Chernobyl

Ben and I watched the first episode of the TV series Chernobyl last night and it was brilliant! I’m looking forward to watching the rest. One of the protagonists is the same actor who plays the dad in Friday Night Dinner. It’s a very different role for him in this series and because of this, I had trouble figuring out where I’d seen him before.

I’m not sure how accurate the TV series is but what was astounding for me is the level of denial just after the explosion. When the front-line staff tried to convey the problem to officials, they refused to accept the radiation readings given by their dosimeters and instead blamed the equipment or the person taking the reading.

There are interesting parallels with climate change deniers who have, over the years, also refused to accept the temperature readings and instead, blamed the equipment or accused scientists of fraud. They don’t want to accept the truth and instead look for explanations elsewhere.

Humans can see one thing –  be it billowing clouds of smoke from a nuclear reactor or hotter summers and broken temperature records every year  – and yet still convince themselves that nothing is wrong. I believe this is called cognitive dissonance which is where someone holds conflicting thoughts or beliefs – it’s a sort of internal disagreement.

If we ignore or suppress the truth it doesn’t make it go away. It’s still there. But even worse, it becomes more dangerous because it makes us ill-prepared and causes us to make poor decisions. After the initial explosion in Chernobyl, as depicted in the TV series, the manager on at the time insisted his minions lower the control rods and pump water into the reactor. When his minions tried to explain that the control rods had been blown to smithereens he got angry with them. If he’d accepted the truth then fewer people would have died because they’d have been evacuated rather than being tasked with walking into the reactor room and peering into the core – a death sentence.

3 thoughts on “Chernobyl”

  1. I binge watched the entire series over the course of a week a few months back – it’s a brilliant, brilliant show. There is a fairly long exposition at the end, looking back at the various characters, and what happened to them in real-life in the years that followed. Of course I dove down the wikipedia rabbit hole afterwards 🙂 Another wonderful show that’s kind of related – “Manhattan” – a dramatised version of the lives of the scientists working on the Manhattan project during the years they moved their families to Los Alamos.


PROBLEM TO SOLVE>
Output each record exactly, excluding pictures.

DATA SHOWN>

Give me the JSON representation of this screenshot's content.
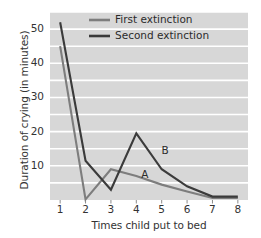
{
  "chart_data": {
    "type": "line",
    "title": "",
    "xlabel": "Times child put to bed",
    "ylabel": "Duration of crying (in minutes)",
    "x": [
      1,
      2,
      3,
      4,
      5,
      6,
      7,
      8
    ],
    "xticklabels": [
      "1",
      "2",
      "3",
      "4",
      "5",
      "6",
      "7",
      "8"
    ],
    "yticklabels": [
      "10",
      "20",
      "30",
      "40",
      "50"
    ],
    "yticks": [
      10,
      20,
      30,
      40,
      50
    ],
    "xlim": [
      0.6,
      8.4
    ],
    "ylim": [
      0,
      55
    ],
    "grid": "horizontal-white-minor-5",
    "legend_position": "top-center",
    "plot_background": "#d7d7d7",
    "gridline_color": "#ffffff",
    "series": [
      {
        "name": "First extinction",
        "annotation": "A",
        "color": "#7d7d7d",
        "values": [
          45,
          0.2,
          9,
          7,
          4.5,
          2.5,
          0.6,
          0.6
        ]
      },
      {
        "name": "Second extinction",
        "annotation": "B",
        "color": "#3b3b3b",
        "values": [
          52,
          11.5,
          3,
          19.5,
          9,
          4,
          1,
          1
        ]
      }
    ],
    "annotations": [
      {
        "text": "A",
        "x": 4.35,
        "y": 7.2
      },
      {
        "text": "B",
        "x": 5.15,
        "y": 14.2
      }
    ]
  },
  "legend": {
    "items": [
      {
        "label": "First extinction",
        "color": "#7d7d7d"
      },
      {
        "label": "Second extinction",
        "color": "#3b3b3b"
      }
    ]
  }
}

ANSWER TO THIS PROBLEM>
Give me the JSON representation of this screenshot's content.
{
  "chart_data": {
    "type": "line",
    "title": "",
    "xlabel": "Times child put to bed",
    "ylabel": "Duration of crying (in minutes)",
    "x": [
      1,
      2,
      3,
      4,
      5,
      6,
      7,
      8
    ],
    "xticklabels": [
      "1",
      "2",
      "3",
      "4",
      "5",
      "6",
      "7",
      "8"
    ],
    "yticklabels": [
      "10",
      "20",
      "30",
      "40",
      "50"
    ],
    "yticks": [
      10,
      20,
      30,
      40,
      50
    ],
    "xlim": [
      0.6,
      8.4
    ],
    "ylim": [
      0,
      55
    ],
    "grid": "horizontal-white-minor-5",
    "legend_position": "top-center",
    "plot_background": "#d7d7d7",
    "gridline_color": "#ffffff",
    "series": [
      {
        "name": "First extinction",
        "annotation": "A",
        "color": "#7d7d7d",
        "values": [
          45,
          0.2,
          9,
          7,
          4.5,
          2.5,
          0.6,
          0.6
        ]
      },
      {
        "name": "Second extinction",
        "annotation": "B",
        "color": "#3b3b3b",
        "values": [
          52,
          11.5,
          3,
          19.5,
          9,
          4,
          1,
          1
        ]
      }
    ],
    "annotations": [
      {
        "text": "A",
        "x": 4.35,
        "y": 7.2
      },
      {
        "text": "B",
        "x": 5.15,
        "y": 14.2
      }
    ]
  },
  "legend": {
    "items": [
      {
        "label": "First extinction",
        "color": "#7d7d7d"
      },
      {
        "label": "Second extinction",
        "color": "#3b3b3b"
      }
    ]
  }
}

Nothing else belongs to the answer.